The latest in my part of the midlands has been a series of heavy fogs.
Typically, the fog arrives at night, and, if it clears after dawn and there has been a frost, the day turns into a winter wonderland, every twig sparkling white in the sunshine. Some days it doesn’t clear – it lasts for three or four days and nights, giving the countryside an eerie, post-apocalyptic feel.
Walking across the yard, through the fog to my wood-shed, to get fuel, I suddenly enter a tiny, localised shower of rain. I have to walk under a tall ash tree and this is fog-drip. The vapour in the atmosphere has condensed on the cold twigs of the tree, and is falling as liquid water.
I’ve experienced fog-drip in the past, but last week there was a phenomenon I’d never seen before. The drip off the trees was not liquid
water, but small flakes of solid ice. They fell noisily to the ground, and, soon, every large tree was growing in a glistening circle of white-ice flakes in the surrounding green. In some parts of the world, fog-drip is ecologically important. The ability of trees to condense water from fog or clouds creates the cloud forests of parts of Africa and South America, and some tall oceanic islands.
I’ve been in a fine example on the volcanic peaks of La Gomera, in the Canary Islands. And, once, when I was in the coastal forests on the California/Oregon border, an elderly Native American talked to me about the ecology of the forests. They get very little rainfall, but fogs regularly sweep in from the Pacific and the fog-drip irrigates the forest.
The coastal redwoods are valuable in this respect. They are the tallest trees in the world and their small, scale-like needles offer the largest area for condensation. When loggers arrived and started to selectively fell the redwoods for lumber, many streams dried up. This had a bad impact on a large fish called the steelhead, a sea-run form of the rainbow trout, which had been an important food resource for the Native Americans. It makes a good lesson in ecology, and the complex interactions between living and non-living systems that make life possible on this planet.
So, I’ve been watching to see if there are any local lessons to be learned from the fog. It obviously has an impact on birds and animals, particularly birds, which depend heavily on their eyesight to make a living.
There are sparrowhawks round here that hunt by flying rapidly down the lane, jinking through gaps in the hedgerows, trying to flush out a small bird they can grab in their talons, before it has accelerated up to its full flight speed. They’re doing well, because the fog is giving them a cloak of invisibility, allowing them to get closer to their prey before it flushes.

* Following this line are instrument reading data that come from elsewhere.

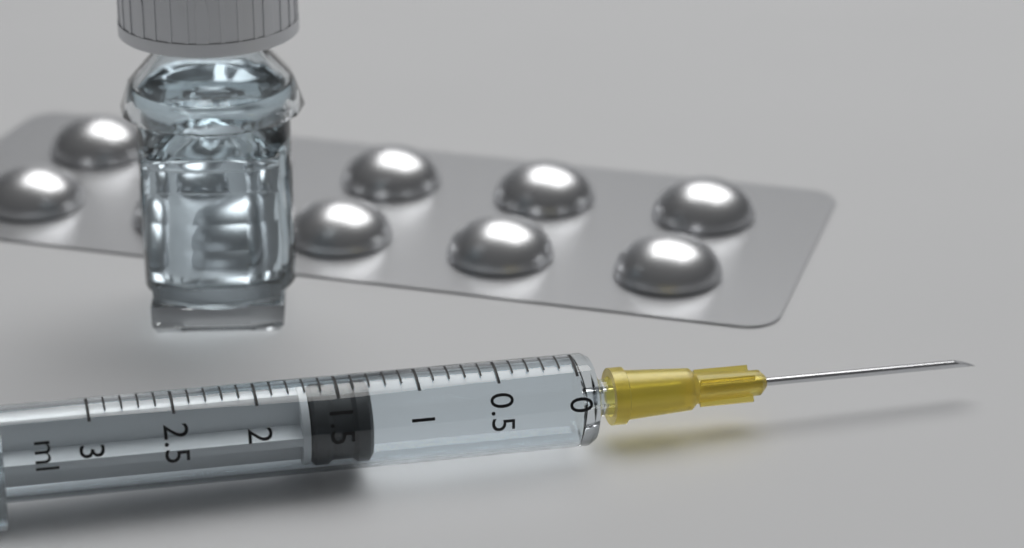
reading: 1.3 ml
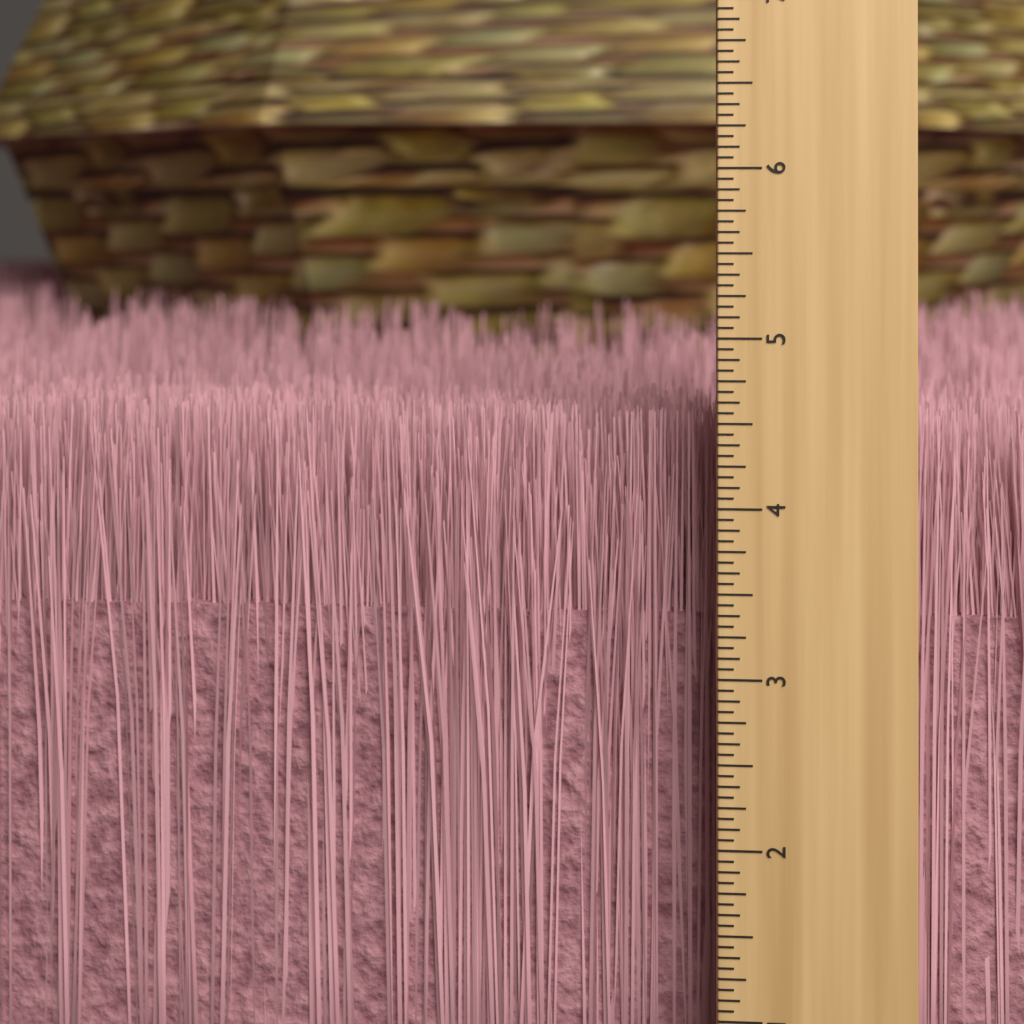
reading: 4.5000 inch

But the kestrels and buzzards are doing badly. The kestrel hovers 50 to 100 metres in the air to search out mice, shrews, and beetles – but now, it can’t see them on the ground. The buzzard soars even higher, looking for rabbits and rats and its going to be even hungrier on foggy days. Many birds seem bewildered. I’ve even seen some of them flying into solid objects. The rooks call to each other incessantly, trying to keep in touch. And I’m reminded of a time, years ago, when I went for a walk on the bog in a thick fog. The spring migration of swallows was on, and thousands of them were flying less than a metre above the ground, trying to keep in touch with their landmarks.